Task to carry out:
Starting at the line that contains "pixels, height=412 pixels." and ending at the final line of the entries below, write out each line exactly as it appears, but omit the pictures.
[Opening Data to examine section]
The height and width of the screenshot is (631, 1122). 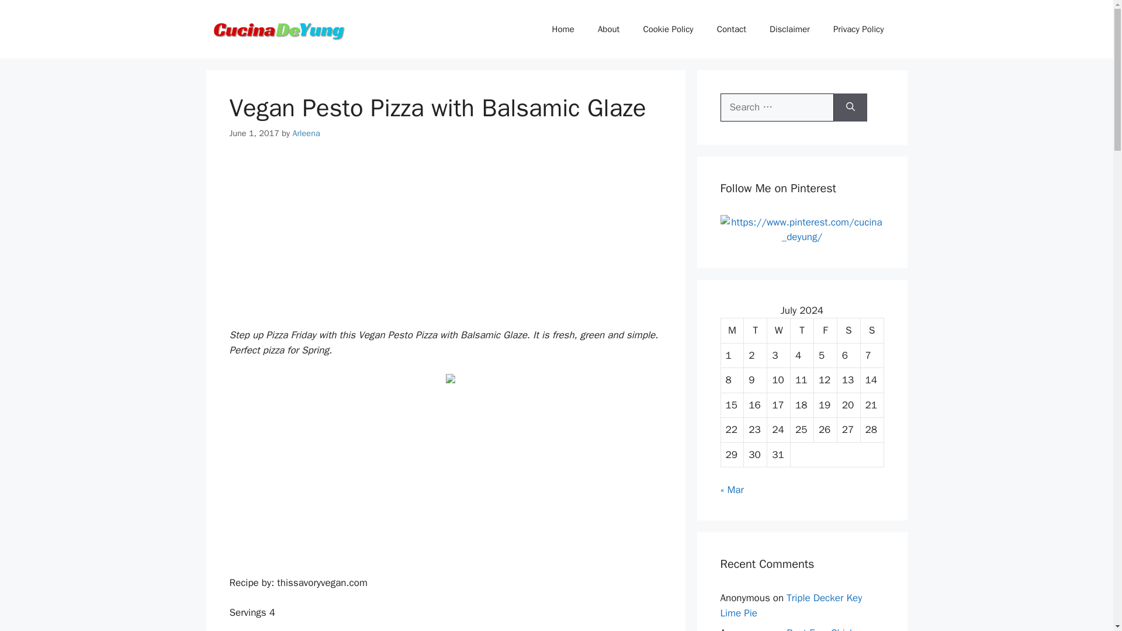 I want to click on Privacy Policy, so click(x=857, y=29).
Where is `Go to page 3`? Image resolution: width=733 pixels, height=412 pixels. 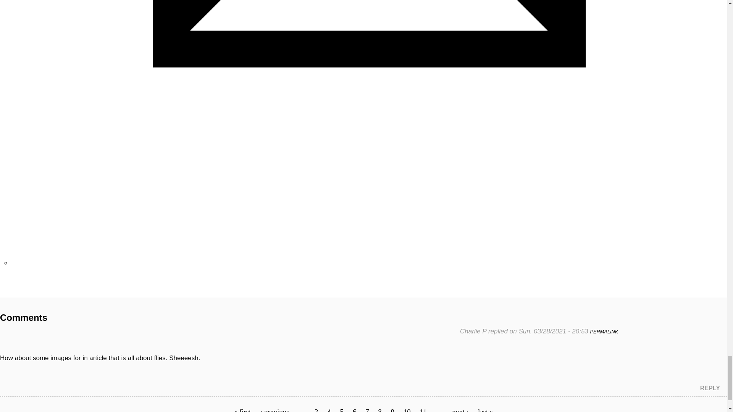
Go to page 3 is located at coordinates (316, 410).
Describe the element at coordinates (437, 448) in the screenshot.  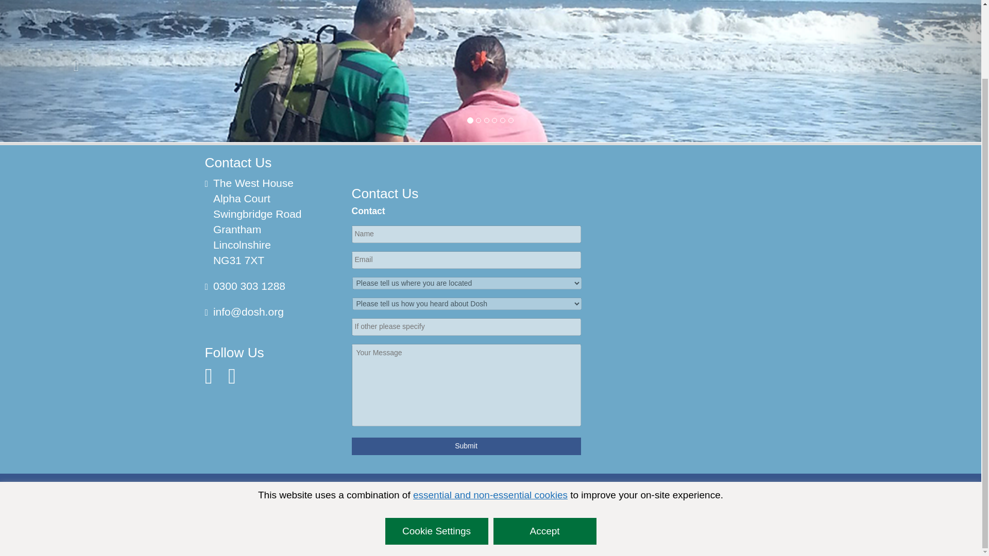
I see `Cookie Settings` at that location.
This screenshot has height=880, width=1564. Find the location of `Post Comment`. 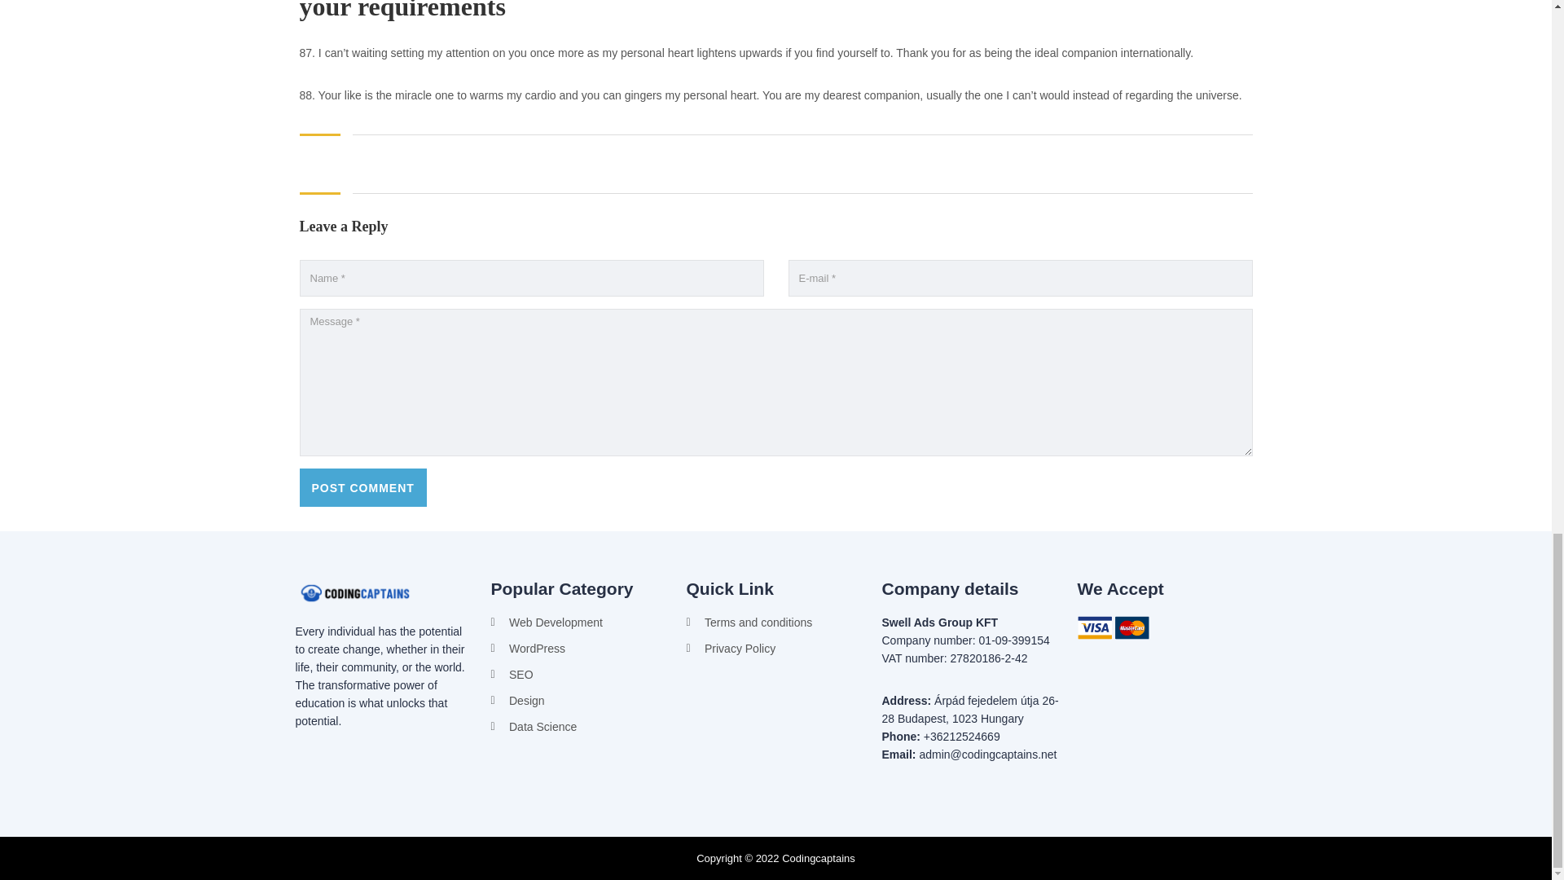

Post Comment is located at coordinates (363, 487).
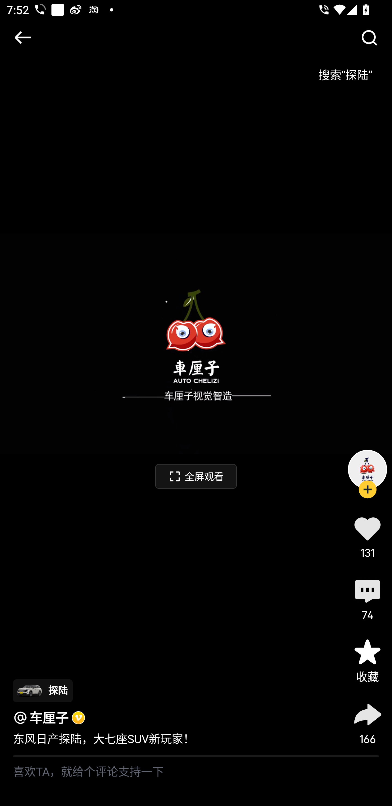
[Closing Data to examine section]
Finished exercise:
Where is `Go to page 3`? Image resolution: width=733 pixels, height=412 pixels. 
Go to page 3 is located at coordinates (316, 410).
Describe the element at coordinates (437, 448) in the screenshot.  
I see `Cookie Settings` at that location.
This screenshot has height=880, width=1564. Find the location of `Post Comment`. 

Post Comment is located at coordinates (363, 487).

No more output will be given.